‘They sang soccer songs on the Hill. It wouldn’t happen now’: How Dubs’ success transformed the city

In the 1970s Kevin Heffernan’s legendary football team electrified a moribund urban tradition and attracted a new fan base. Who do the Dubs represent now?


In some ways, Dublin’s sprawling GAA community remains a village. Over 10 years have passed since a ripple of bright applause travelled along Griffith Avenue to mark Kevin Heffernan’s last journey through an area that, for him, held the potency of childhood magic.

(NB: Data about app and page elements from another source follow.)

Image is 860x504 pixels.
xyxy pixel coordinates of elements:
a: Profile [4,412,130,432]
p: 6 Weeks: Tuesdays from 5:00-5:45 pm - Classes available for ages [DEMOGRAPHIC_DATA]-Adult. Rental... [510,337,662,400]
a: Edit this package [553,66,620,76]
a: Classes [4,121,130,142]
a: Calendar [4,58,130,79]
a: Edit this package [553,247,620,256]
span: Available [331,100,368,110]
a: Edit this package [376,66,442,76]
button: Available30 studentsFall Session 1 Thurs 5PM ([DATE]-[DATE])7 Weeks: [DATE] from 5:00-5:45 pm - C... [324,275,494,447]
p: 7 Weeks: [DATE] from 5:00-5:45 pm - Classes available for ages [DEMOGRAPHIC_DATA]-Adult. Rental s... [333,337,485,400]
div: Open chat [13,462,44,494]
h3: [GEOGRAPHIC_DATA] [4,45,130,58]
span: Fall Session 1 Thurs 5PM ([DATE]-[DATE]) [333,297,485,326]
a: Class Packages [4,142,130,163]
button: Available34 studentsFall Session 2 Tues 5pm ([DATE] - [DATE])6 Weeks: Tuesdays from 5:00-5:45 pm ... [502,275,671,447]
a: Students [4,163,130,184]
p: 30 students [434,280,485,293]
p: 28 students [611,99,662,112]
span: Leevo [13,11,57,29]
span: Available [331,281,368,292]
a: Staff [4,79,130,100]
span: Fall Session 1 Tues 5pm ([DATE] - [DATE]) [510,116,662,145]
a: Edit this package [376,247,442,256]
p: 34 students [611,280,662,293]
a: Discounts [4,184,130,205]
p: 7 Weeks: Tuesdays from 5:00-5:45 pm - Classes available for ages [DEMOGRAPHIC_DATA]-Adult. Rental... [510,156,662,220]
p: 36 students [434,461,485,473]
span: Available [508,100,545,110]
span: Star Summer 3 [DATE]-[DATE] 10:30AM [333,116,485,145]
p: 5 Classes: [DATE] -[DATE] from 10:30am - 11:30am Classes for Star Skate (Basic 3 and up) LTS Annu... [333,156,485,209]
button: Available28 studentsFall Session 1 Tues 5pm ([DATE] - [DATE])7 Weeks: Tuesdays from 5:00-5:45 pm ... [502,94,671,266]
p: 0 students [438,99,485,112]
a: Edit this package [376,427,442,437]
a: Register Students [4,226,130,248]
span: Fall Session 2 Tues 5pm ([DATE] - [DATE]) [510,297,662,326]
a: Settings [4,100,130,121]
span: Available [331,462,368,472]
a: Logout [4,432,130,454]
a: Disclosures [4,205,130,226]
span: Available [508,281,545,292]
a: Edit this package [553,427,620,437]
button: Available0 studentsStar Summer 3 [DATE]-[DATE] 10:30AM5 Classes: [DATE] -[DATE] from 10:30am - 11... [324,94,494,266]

The chapters of Dublin football was easily identified in the clusters of men who stood together outside the Church of St Vincent de Paul that January day, and had formed Dublin teams of earlier decades. The 1970s gang, Heffernan’s original smart lads, were pall bearers. Ciaran Duff and the younger group from 1983 gravitated towards one another. Jim Gavin, just appointed Dublin football manager, was prominent among players from that generation.

Despite all the words and film dedicated to Heffernan, he remains a mysterious force in that nobody could ever adequately answer the question of how the son of a garda from Offaly gave himself permission to bend and shape the lifeforce of the city game to his own vision and ambition.

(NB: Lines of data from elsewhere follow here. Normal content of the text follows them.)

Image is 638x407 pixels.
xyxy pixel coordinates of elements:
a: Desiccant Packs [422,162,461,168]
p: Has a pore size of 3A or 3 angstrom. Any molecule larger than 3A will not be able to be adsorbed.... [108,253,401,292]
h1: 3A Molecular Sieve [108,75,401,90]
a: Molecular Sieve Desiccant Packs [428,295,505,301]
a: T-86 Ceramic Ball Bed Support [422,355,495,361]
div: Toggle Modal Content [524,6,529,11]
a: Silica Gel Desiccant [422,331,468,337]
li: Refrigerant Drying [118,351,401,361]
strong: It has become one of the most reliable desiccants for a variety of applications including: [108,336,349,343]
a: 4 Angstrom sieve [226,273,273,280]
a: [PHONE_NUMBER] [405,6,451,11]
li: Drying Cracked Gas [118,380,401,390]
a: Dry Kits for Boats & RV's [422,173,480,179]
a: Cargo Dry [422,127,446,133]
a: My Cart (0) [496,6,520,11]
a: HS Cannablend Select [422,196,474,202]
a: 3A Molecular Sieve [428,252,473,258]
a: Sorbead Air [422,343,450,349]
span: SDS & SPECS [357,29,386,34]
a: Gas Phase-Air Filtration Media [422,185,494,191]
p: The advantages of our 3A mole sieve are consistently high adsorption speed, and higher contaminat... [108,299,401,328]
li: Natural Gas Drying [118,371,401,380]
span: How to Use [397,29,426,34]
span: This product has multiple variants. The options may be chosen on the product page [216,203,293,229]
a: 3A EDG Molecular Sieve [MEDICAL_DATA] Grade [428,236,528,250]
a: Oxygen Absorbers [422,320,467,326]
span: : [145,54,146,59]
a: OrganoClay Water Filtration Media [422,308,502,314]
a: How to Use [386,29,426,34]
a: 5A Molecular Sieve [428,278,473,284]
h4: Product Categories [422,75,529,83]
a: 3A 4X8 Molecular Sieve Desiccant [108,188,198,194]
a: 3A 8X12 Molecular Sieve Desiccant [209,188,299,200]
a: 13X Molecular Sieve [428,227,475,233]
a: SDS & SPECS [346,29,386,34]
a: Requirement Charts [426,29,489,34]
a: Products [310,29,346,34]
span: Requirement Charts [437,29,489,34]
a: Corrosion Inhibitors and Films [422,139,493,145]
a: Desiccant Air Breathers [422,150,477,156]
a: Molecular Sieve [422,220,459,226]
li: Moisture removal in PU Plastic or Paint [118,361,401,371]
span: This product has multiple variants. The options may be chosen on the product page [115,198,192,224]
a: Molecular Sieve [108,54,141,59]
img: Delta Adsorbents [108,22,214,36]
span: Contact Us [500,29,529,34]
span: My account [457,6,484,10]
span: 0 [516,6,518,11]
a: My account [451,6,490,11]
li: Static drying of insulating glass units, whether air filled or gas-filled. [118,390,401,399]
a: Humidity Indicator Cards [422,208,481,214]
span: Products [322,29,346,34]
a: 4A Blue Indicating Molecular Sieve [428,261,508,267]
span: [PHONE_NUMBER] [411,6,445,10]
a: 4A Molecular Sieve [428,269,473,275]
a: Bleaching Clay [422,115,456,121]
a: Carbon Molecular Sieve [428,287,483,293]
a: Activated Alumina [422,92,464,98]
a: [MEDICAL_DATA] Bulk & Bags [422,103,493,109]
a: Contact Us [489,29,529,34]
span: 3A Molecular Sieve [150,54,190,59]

Instead, they explained him through stories. Among the many unforgettable vignettes that helped explain Heffernan’s personality - driven, unreasonable, funny, caustic, generous, modest - was told by his great friend Jackie Gilroy, who had gone through a series of heavy operations in St James’s. Heffernan had visited Gilroy every single night for 10 weeks, usually ghosting in with a cup of coffee in his hands long after visiting hours were over. But on this occasion, he had made a morning visit and was sitting at the end of the bed when a surgeon breezed through, flipping the chart. Heffernan asked how his friend was doing.

“He’s doing wonderfully!” came the reply. “He’ll be out playing golf with you in a couple of months at this rate.”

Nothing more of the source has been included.